Monday, Jun. 22, 1970
"I have never snatched so quickly at a role in my life," said Sir Laurence Olivier. Something Shakespearean? Not at all. Next season at London's Old Vic. the 63-year-old actor (who was honored with a life peerage last week, making him the only lord on the British stage) will play Nathan Detroit, proprietor of the oldest established permanent floating crap game in the durable Damon Runyon musical Guys and Dolls. Sir Laurence dismisses suggestions that the accents of the Queen's English cannot adapt to the argot of Times Square.
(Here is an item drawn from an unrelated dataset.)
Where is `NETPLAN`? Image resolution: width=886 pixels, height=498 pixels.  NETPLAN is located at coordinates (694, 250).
As for Detroit's one song--well, Sir Laurence has carried a tune onstage before (in The Entertainer), though he doesn't much relish the chore: "It hurtsi my throat, and I can't stand the noise."
Time and age had clearly mellowed the antipathies of World War II. As Charles de Gaulle, 79, met Spain's Generalissimo Francisco Franco, 77. somehow the towering caller managed to reduce the distance between them (6 ft. 4 in. v. 5 ft. 3 in.) by the very depth of his bow. What they talked about was nobody's business but theirs --particularly De Gaulle, who is keeping a travelogue for his memoirs. After the 45-minute chat. El Caudillo honored the first-time visitor to Spain by taking him home to lunch.
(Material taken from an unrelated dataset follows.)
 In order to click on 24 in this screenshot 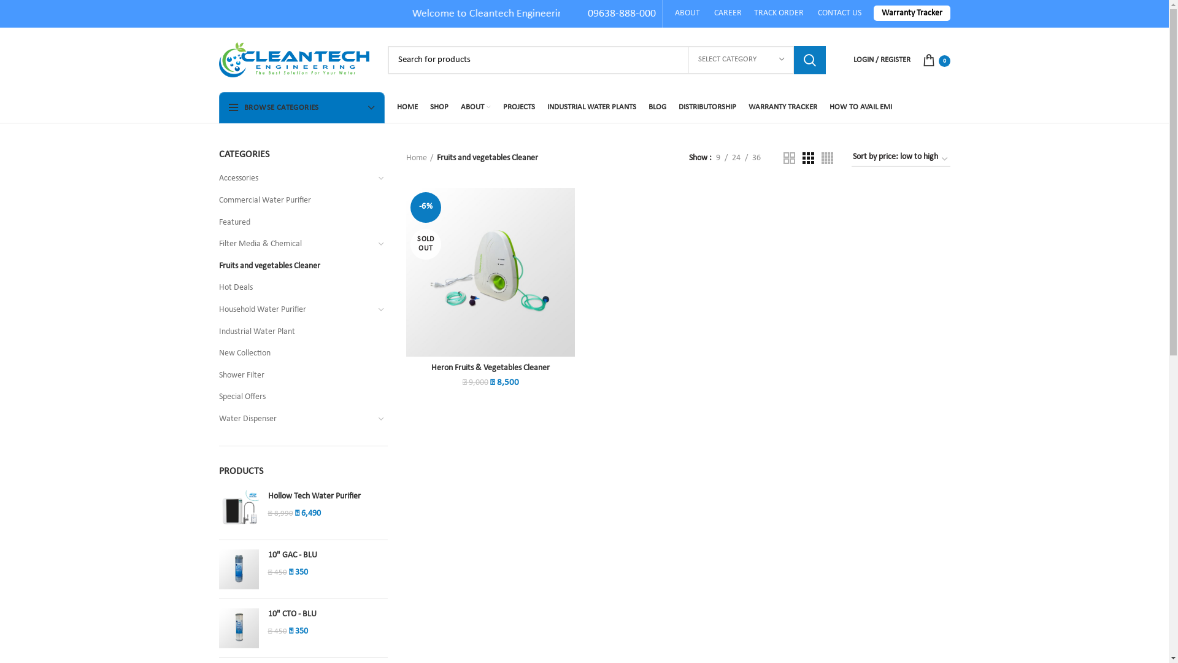, I will do `click(736, 158)`.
When Salome begins peeling off those seven veils in the Strauss opera, no one expects her to hit rock bottom --and given the construction of most sopranos, no one much minds if she doesn't. But U.S. Mezzo-Soprano Grace Bumbry, 33, whose physical endowment (371-251-4(H) is as rich as her voice, playfully promised to strip to her "jewelry and perfume" for her opening performance at London's Royal Opera House. To the delight of first-nighters --who couldn't see her brief bikini --Miss Bumbry was almost as good as her word.
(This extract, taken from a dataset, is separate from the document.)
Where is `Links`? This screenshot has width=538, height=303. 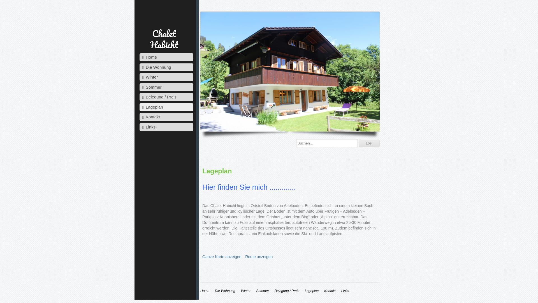 Links is located at coordinates (167, 127).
They do it in France, but U.S. generals caught kissing each other would be likely to lose their stars. Not any more. Last week in Washington, Army Chief of Staff General William C. Westmoreland, observing the promotion of two WAC colonels, pronounced "a new protocol for congratulating lady generals," and promptly planted a brassy kiss on the mouths of WAC Brigadier Generals Elizabeth P. Hoisington, 51, and Anna Mae Hays, 50--the first women in U.S. Army history to attain the rank.
"I conjure my friends," Charles Dickens wrote in his will, "on no account to make me the subject of any monument, memorial or testimonial whatever." Last week in London, scores of friends ignored that slightly Uriah Heep-ish injunction to honor the 100th anniversary of the author's death. One presence that Dickens himself would have appreciated: his great-great-grandson Adam Dickens, 9, in high collar, waistcoat and chain, looking as if he had just stepped from the pages of David Copperfield.
Twenty years a housefather to singers and never once in a singer's home? How come? asked TV's Dick Cavett of the guest on his talk show. No mixing of business and pleasure? Not that, said Metropolitan Opera's manager Rudolph Bing, 68: "Come to think of it, they didn't invite me." Unappreciative, really, considering all that Bing has done for them: "When I came, we had a deficit of half a million dollars. I've worked hard, and now we have a deficit of well over $4,000,000."
Georgia's most prominent picketer.
Governor Lester Maddox, was knocked out of his one-man crusade against Atlanta's newspapers last week by a stone --a kidney stone. After the operation at Georgia Baptist Hospital, his surgeon reported that the patient would be back in full sign-carrying form within a month.
Knocked off the mound last spring for consorting with gamblers, Detroit Tigers Pitcher Denny McLain has now filed for bankruptcy, claiming debts of $400,000 and virtually no assets other than one of the best right arms in the business (24-9 last season). Trouble is, that arm won't earn him a dime until July 1, when his 75-game suspension ends.